Playing the Indian Card

Tuesday, April 21, 2020

The Original Locked Room Mystery





A Protestant friend recently argued with me against the doctrine of transubstantiation on these grounds: that Jesus, after the resurrection, proved he was not a spirit by having Thomas put his hands in the marks of the nails. It is in this Sunday’s gospel reading:

Jesus came, although the doors were locked,
and stood in their midst and said, “Peace be with you.”
Then he said to Thomas, “Put your finger here and see my hands,
and bring your hand and put it into my side,
and do not be unbelieving, but believe.”

A brief summary of the doctrine of transubstantiation is perhaps needed here: the Catholic Church holds that, at consecration, the bread and wine for communion actually transforms into the body and blood of Christ. They retain all the physical qualities of bread and wine, the “accidents.” But the substance has changed.

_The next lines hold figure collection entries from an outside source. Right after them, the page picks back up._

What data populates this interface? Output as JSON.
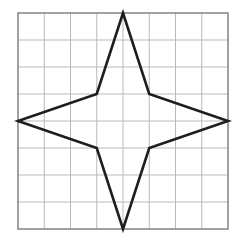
{
  "figure": {
    "grid": {
      "columns": 8,
      "rows": 8,
      "origin_px": [
        18,
        13
      ],
      "cell_width_px": 26.25,
      "cell_height_px": 27,
      "line_color": "#b9b9b9",
      "border_color": "#8a8a8a"
    },
    "star": {
      "stroke_color": "#1e1e1e",
      "stroke_width": 2.6,
      "fill": "none",
      "vertices_grid": [
        [
          4,
          0
        ],
        [
          5,
          3
        ],
        [
          8,
          4
        ],
        [
          5,
          5
        ],
        [
          4,
          8
        ],
        [
          3,
          5
        ],
        [
          0,
          4
        ],
        [
          3,
          3
        ]
      ]
    }
  }
}
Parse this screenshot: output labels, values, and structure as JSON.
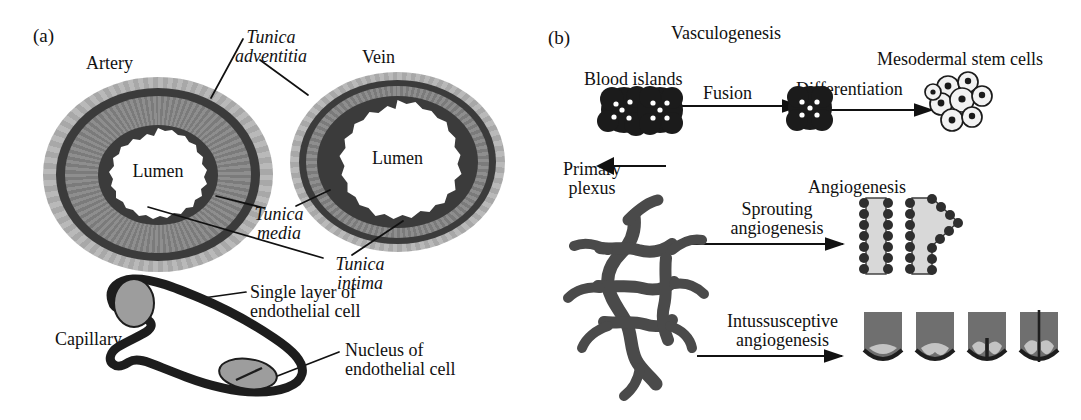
{
  "figure": {
    "background_color": "#ffffff",
    "ink_color": "#111111"
  },
  "panel_a": {
    "tag": "(a)",
    "artery": {
      "title": "Artery",
      "lumen_label": "Lumen"
    },
    "vein": {
      "title": "Vein",
      "lumen_label": "Lumen"
    },
    "labels": {
      "tunica_adventitia_line1": "Tunica",
      "tunica_adventitia_line2": "adventitia",
      "tunica_media_line1": "Tunica",
      "tunica_media_line2": "media",
      "tunica_intima_line1": "Tunica",
      "tunica_intima_line2": "intima",
      "single_layer_line1": "Single layer of",
      "single_layer_line2": "endothelial cell",
      "nucleus_line1": "Nucleus of",
      "nucleus_line2": "endothelial cell",
      "capillary": "Capillary"
    },
    "colors": {
      "adventitia": "#b0b0b0",
      "dark_band": "#3b3b3b",
      "media": "#858585",
      "lumen": "#ffffff",
      "nucleus": "#9d9d9d",
      "capillary_wall": "#1d1d1d"
    }
  },
  "panel_b": {
    "tag": "(b)",
    "process_titles": {
      "vasculogenesis": "Vasculogenesis",
      "angiogenesis": "Angiogenesis"
    },
    "labels": {
      "mesodermal_stem_cells": "Mesodermal stem cells",
      "blood_islands": "Blood islands",
      "primary_plexus_line1": "Primary",
      "primary_plexus_line2": "plexus",
      "sprouting_line1": "Sprouting",
      "sprouting_line2": "angiogenesis",
      "intussusceptive_line1": "Intussusceptive",
      "intussusceptive_line2": "angiogenesis"
    },
    "arrows": [
      {
        "name": "differentiation",
        "label": "Differentiation",
        "direction": "left"
      },
      {
        "name": "fusion",
        "label": "Fusion",
        "direction": "left"
      },
      {
        "name": "primary-plexus",
        "label": "",
        "direction": "down"
      },
      {
        "name": "sprouting",
        "label": "",
        "direction": "right"
      },
      {
        "name": "intussusceptive",
        "label": "",
        "direction": "right"
      }
    ],
    "colors": {
      "blood_island": "#1b1b1b",
      "stem_cell_fill": "#f2f2f2",
      "stem_cell_nucleus": "#1b1b1b",
      "plexus": "#4a4a4a",
      "vessel_dark": "#3a3a3a",
      "vessel_lumen": "#d8d8d8",
      "tube_body": "#6f6f6f"
    },
    "intussusception_stages": 4,
    "sprouting_shapes": 2
  }
}
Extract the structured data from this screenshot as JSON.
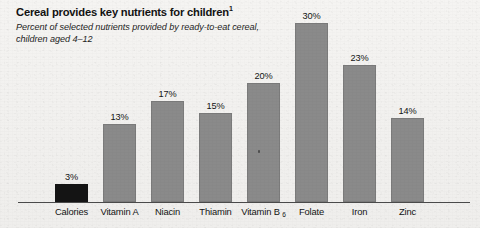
{
  "figure": {
    "title": "Cereal provides key nutrients for children",
    "title_superscript": "1",
    "subtitle": "Percent of selected nutrients provided by ready-to-eat cereal, children aged 4–12"
  },
  "colors": {
    "bar_gray": "#8a8a8a",
    "bar_dark": "#141414",
    "axis": "#4a4a4a",
    "background": "#f2f1ef",
    "text": "#141414"
  },
  "chart_data": {
    "type": "bar",
    "title": "Cereal provides key nutrients for children",
    "subtitle": "Percent of selected nutrients provided by ready-to-eat cereal, children aged 4–12",
    "xlabel": "",
    "ylabel": "",
    "ylim": [
      0,
      30
    ],
    "grid": false,
    "legend": "none",
    "categories": [
      "Calories",
      "Vitamin A",
      "Niacin",
      "Thiamin",
      "Vitamin B6",
      "Folate",
      "Iron",
      "Zinc"
    ],
    "category_labels": [
      "Calories",
      "Vitamin A",
      "Niacin",
      "Thiamin",
      "Vitamin B",
      "Folate",
      "Iron",
      "Zinc"
    ],
    "values": [
      3,
      13,
      17,
      15,
      20,
      30,
      23,
      14
    ],
    "value_labels": [
      "3%",
      "13%",
      "17%",
      "15%",
      "20%",
      "30%",
      "23%",
      "14%"
    ],
    "bar_colors": [
      "#141414",
      "#8a8a8a",
      "#8a8a8a",
      "#8a8a8a",
      "#8a8a8a",
      "#8a8a8a",
      "#8a8a8a",
      "#8a8a8a"
    ],
    "subscripts": [
      "",
      "",
      "",
      "",
      "6",
      "",
      "",
      ""
    ]
  }
}
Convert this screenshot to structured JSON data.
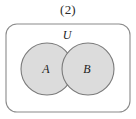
{
  "figure": {
    "caption": "(2)",
    "type": "venn-diagram-two-sets-intersecting",
    "background_color": "#ffffff"
  },
  "universe": {
    "label": "U",
    "shape": "rounded-rectangle",
    "stroke_color": "#8a8a8a",
    "fill_color": "none",
    "x": 6,
    "y": 24,
    "width": 124,
    "height": 88,
    "corner_radius": 11,
    "stroke_width": 1.1,
    "label_x": 67,
    "label_y": 39
  },
  "sets": [
    {
      "label": "A",
      "shape": "circle",
      "cx": 47,
      "cy": 69,
      "r": 26,
      "fill_color": "#dcdcdc",
      "stroke_color": "#7a7a7a",
      "stroke_width": 1.1,
      "label_x": 46,
      "label_y": 73
    },
    {
      "label": "B",
      "shape": "circle",
      "cx": 88,
      "cy": 69,
      "r": 26,
      "fill_color": "#dcdcdc",
      "stroke_color": "#7a7a7a",
      "stroke_width": 1.1,
      "label_x": 87,
      "label_y": 73
    }
  ],
  "intersection": {
    "present": true,
    "description": "lens-shaped overlap of A and B",
    "fill_color": "#dcdcdc"
  }
}
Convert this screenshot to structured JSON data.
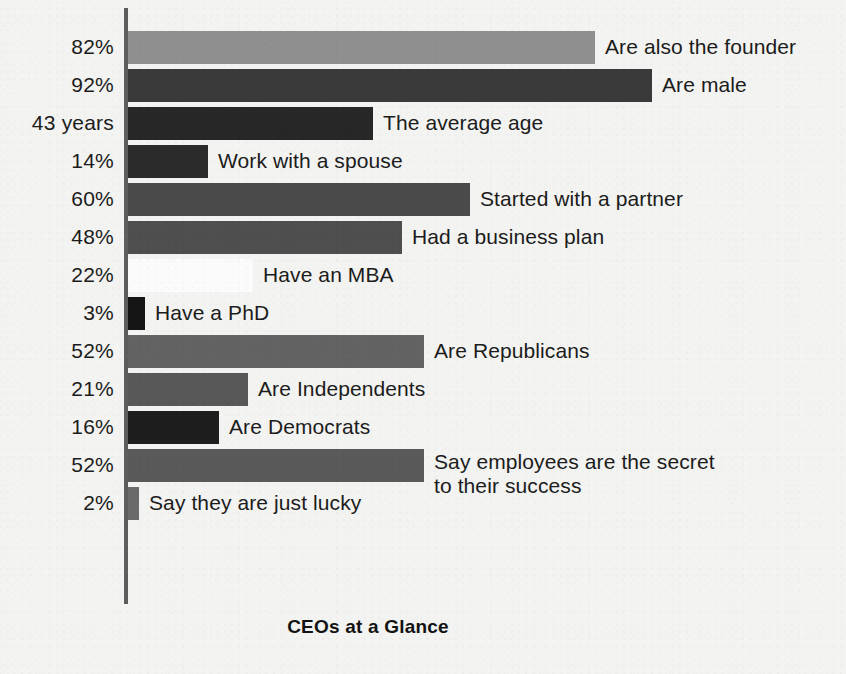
{
  "chart_data": {
    "type": "bar",
    "orientation": "horizontal",
    "title": "CEOs at a Glance",
    "xlabel": "",
    "ylabel": "",
    "grid": false,
    "legend": false,
    "axis_line": "left",
    "xlim": [
      0,
      100
    ],
    "categories": [
      "Are also the founder",
      "Are male",
      "The average age",
      "Work with a spouse",
      "Started with a partner",
      "Had a business plan",
      "Have an MBA",
      "Have a PhD",
      "Are Republicans",
      "Are Independents",
      "Are Democrats",
      "Say employees are the secret to their success",
      "Say they are just lucky"
    ],
    "values": [
      82,
      92,
      43,
      14,
      60,
      48,
      22,
      3,
      52,
      21,
      16,
      52,
      2
    ],
    "value_labels": [
      "82%",
      "92%",
      "43 years",
      "14%",
      "60%",
      "48%",
      "22%",
      "3%",
      "52%",
      "21%",
      "16%",
      "52%",
      "2%"
    ],
    "bar_colors": [
      "#8f8f8f",
      "#3a3a3a",
      "#272727",
      "#2b2b2b",
      "#4b4b4b",
      "#4f4f4f",
      "#fbfbfb",
      "#141414",
      "#636363",
      "#585858",
      "#1e1e1e",
      "#5a5a5a",
      "#6a6a6a"
    ],
    "bars": [
      {
        "value_label": "82%",
        "value": 82,
        "label": "Are also the founder",
        "label_line2": "",
        "color": "#8f8f8f"
      },
      {
        "value_label": "92%",
        "value": 92,
        "label": "Are male",
        "label_line2": "",
        "color": "#3a3a3a"
      },
      {
        "value_label": "43 years",
        "value": 43,
        "label": "The average age",
        "label_line2": "",
        "color": "#272727"
      },
      {
        "value_label": "14%",
        "value": 14,
        "label": "Work with a spouse",
        "label_line2": "",
        "color": "#2b2b2b"
      },
      {
        "value_label": "60%",
        "value": 60,
        "label": "Started with a partner",
        "label_line2": "",
        "color": "#4b4b4b"
      },
      {
        "value_label": "48%",
        "value": 48,
        "label": "Had a business plan",
        "label_line2": "",
        "color": "#4f4f4f"
      },
      {
        "value_label": "22%",
        "value": 22,
        "label": "Have an MBA",
        "label_line2": "",
        "color": "#fbfbfb"
      },
      {
        "value_label": "3%",
        "value": 3,
        "label": "Have a PhD",
        "label_line2": "",
        "color": "#141414"
      },
      {
        "value_label": "52%",
        "value": 52,
        "label": "Are Republicans",
        "label_line2": "",
        "color": "#636363"
      },
      {
        "value_label": "21%",
        "value": 21,
        "label": "Are Independents",
        "label_line2": "",
        "color": "#585858"
      },
      {
        "value_label": "16%",
        "value": 16,
        "label": "Are Democrats",
        "label_line2": "",
        "color": "#1e1e1e"
      },
      {
        "value_label": "52%",
        "value": 52,
        "label": "Say employees are the secret",
        "label_line2": "to their success",
        "color": "#5a5a5a"
      },
      {
        "value_label": "2%",
        "value": 2,
        "label": "Say they are just lucky",
        "label_line2": "",
        "color": "#6a6a6a"
      }
    ]
  },
  "colors": {
    "background": "#f3f3f1",
    "axis": "#5d5d5d",
    "text": "#1c1c1c",
    "title": "#121212"
  }
}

My Protestant friend is arguing that Jesus was here using the accidents to prove that he was in fact there in body, not just a hallucination. If God himself considers such visual and tactile evidence proof, it follows that anything that looks, smells and tastes like bread and wine, is actually bread and wine. No transubstantiation.

A clever argument; but it has things cleverly reversed.

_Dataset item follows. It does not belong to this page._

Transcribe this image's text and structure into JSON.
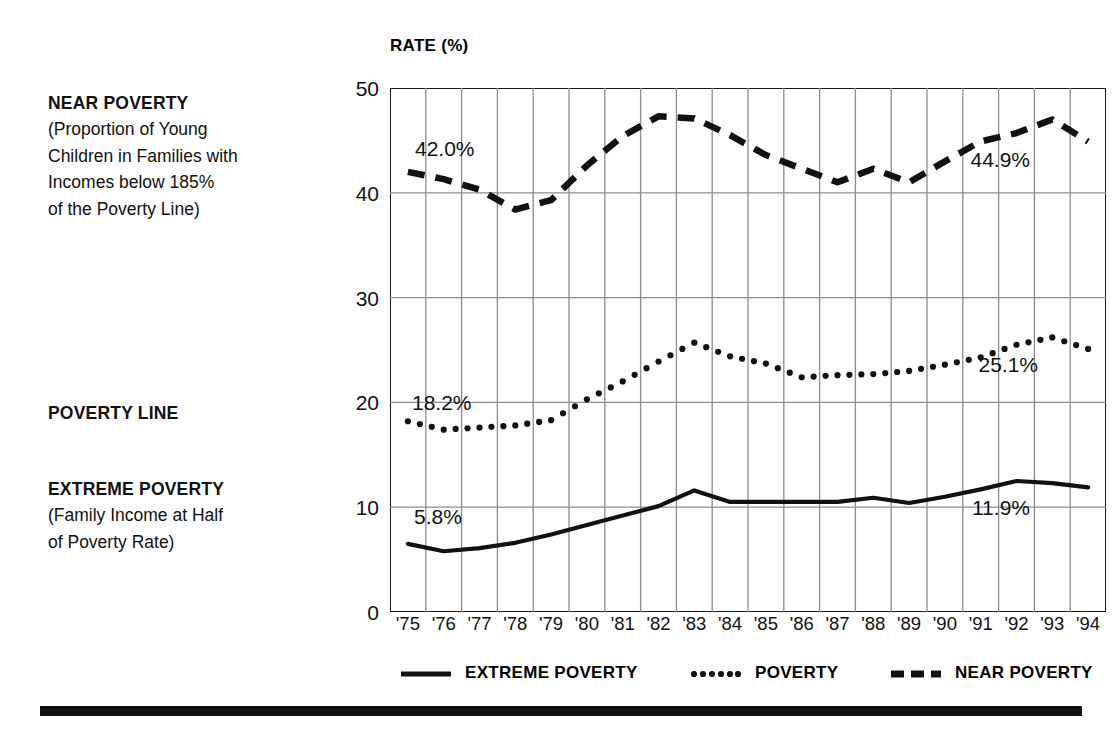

In the gospel, Jesus is not showing the wounds in his hands and side to prove he has a physical body. To prove he were not a hallucination, touching him anywhere would have sufficed. But so would the simple fact that many disciples were seeing him at the same time. Touching his wounds proved something else. These wounds, after all, were fatal. He is proving he really did die. Yet he is here. He is proving that he has been able to overcome the characteristics, the accidents, of a physical body.

This body has also just passed through a wall into a locked room. The essence of the physical is that it occupies a discrete point in space; this body does not.

Later, when disciples encounter Jesus on the road to Emmaus, they do not recognize him. His body apparently lacks all the accidents that would identify it as him.

If Jesus’s resurrected body is capable of such things, it is surely as capable of appearing as bread or wine.